As young girls, we likely internalized a restrictive, moral approach to food--purported by authority figures, mothers, aunts, and grandmothers. Now, surrounded by fitness influencers, stealth-Ozempic-users-that-claim-natural-weight-loss, and celebrities reconstructing their body compositions, we feel the resounding effects of diet culture more deeply than ever. Weight Watchers, Keto, intermittent fasting, water fasts, carnivore diets...we’ve heard it all. We’re versed in which foods are “good,” like salads and vegetables, and we surely know which foods are “bad,” like chocolate and donuts. Instead of assigning morality to certain foods, though, what if we eat what we want in moderation AKA balanced? Sounds like a completely radical or alient concept, we know. I want to discuss the process of unlearning diet culture and rather embracing intuitive eating.
CW: Food intake, fasting, unlearning problematic diet culture, eating compulsions
Luckily, intuitive eating is pretty self-explanatory: eat what you’re craving. Eat when you’re hungry; stop eating when you’re sated. If you’re hankering for chocolate, eat chocolate. If you’re only hungry for lunchtime, only eat then. It sounds pretty simple, right? Right. The issue is cultural and societal expectations--that we’ve internalized and likely partaken in--that we need to actively unlearn. To embrace intuitive eating, you first want to identify and make explicit your relationship with food.
Start by asking yourself a series of questions that interrogate your deep-seated expectations, biases, and beliefs.
For example:
Do you deem certain foods as good and others are bad? If so, what makes a food good or bad?
Where do you think you might have learned this from (and why is that important)?
Do you view food as fuel or a mere necessity to survive?
Do you eat foods that taste good to you or will you bear something which your taste buds aren't a fan of because "it's healthy"?
Does it exist as an oppositional force for you?
Does eating make you excited? Anxious?
Importantly, these questions aren’t exhaustive: your relationship with eating, and diet culture more generally, is context-dependent and experiential. Intuitive eating requires that initial “thought audit,” just to orient you to your behaviors and beliefs.
To start, it’s an un-learning process: un-learning your negative associations with certain foods, un-learning restrictive eating habits, un-learning ignoring your body’s natural cues. After conducting your thought audit, you want the process to manifest in your body: really sit in your abdomen, your chest, your head. What does it really feel like when you’re hungry versus when you’re satisfied? Do you realize that you actively repress hunger signals? Alternatively, if you’re wanting a certain food, but you ignore that “craving,” how can you overcome that (again, everything leads back to that initial audit)? Although it seems natural that we pay attention to and indulge our hunger, desires, and cravings, we usually don’t. This could be for a variety of reasons, with problematic diet culture being front and center.
Sarah's entire career path is focused on helping people connect with their unbridled, free-of-guilt body cues. If you are struggling with it, don't be discouraged: you've been told, either implicitly or explicitly, that your body doesn't know what it needs. Following an influencer and/or dietician as you embark on your un-learning process might help you get in touch with and understand your body's hunger cues more fully.
Another sure-fire way to start eating intuitively is to make explicit and not justify your cravings. If you're wanting a hearty sandwich over a salad, you don't need to have a "why"--just eat the sandwich. Your body knows what it needs: perhaps you're ovulating and your body needs a higher caloric intake, or you didn't drink enough water yesterday and your body is seeking additional nutrients and sodium. Some days, you'll likely crave the salad over the sandwich--trust that your evolutionarily selected, perfected-biological-machine knows what it's doing. We're making this sound simple now, but it might be difficult; give yourself grace. (That seems like the whole point, right?)
If you're interested in the specifics of intuitive eating, check this out!
Once you start intuitively eating, you'll likely notice an entire lifestyle shift. Along with eating what you need, you'll probably work on un-learning the other perpetrators of diet culture, like exercise as punishment and movement as chore. Things that you might've resented before--like doctor visits, hitting the gym, and getting in your daily steps--might now feel like a privilege or an exciting challenge. The same kinds of peace-making with food can apply to health more generally: if you want to move your body but hate the commute to the gym, try rearranging your bedroom furniture or vacuuming for 30 minutes. Put on a yoga YouTube video. Carry your groceries up the stairs instead of taking the elevator. Listen to your body and adapt!
There are small changes (that have a huge impact!) that you might feel inclined to implement now that you're healing your relationship with food. Listening to our bodies--their aversions, desires, anxieties, pulls--should always be a priority.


Required action:
Repeat every record below exactly, leaving out the pictures.

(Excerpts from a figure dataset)
══════════

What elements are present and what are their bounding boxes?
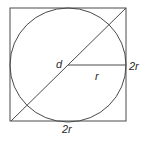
side-right-label: 2r bbox=[128, 60, 140, 72]
side-bottom-label: 2r bbox=[61, 123, 73, 135]
diameter-label: d bbox=[56, 58, 63, 70]
radius-label: r bbox=[95, 70, 100, 82]
inscribed-circle-diagram: d r 2r 2r bbox=[0, 0, 148, 141]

══════════

Response to this task:
What elements are present and what are their bounding boxes?
side-right-label: 2r bbox=[128, 60, 140, 72]
side-bottom-label: 2r bbox=[61, 123, 73, 135]
diameter-label: d bbox=[56, 58, 63, 70]
radius-label: r bbox=[95, 70, 100, 82]
inscribed-circle-diagram: d r 2r 2r bbox=[0, 0, 148, 141]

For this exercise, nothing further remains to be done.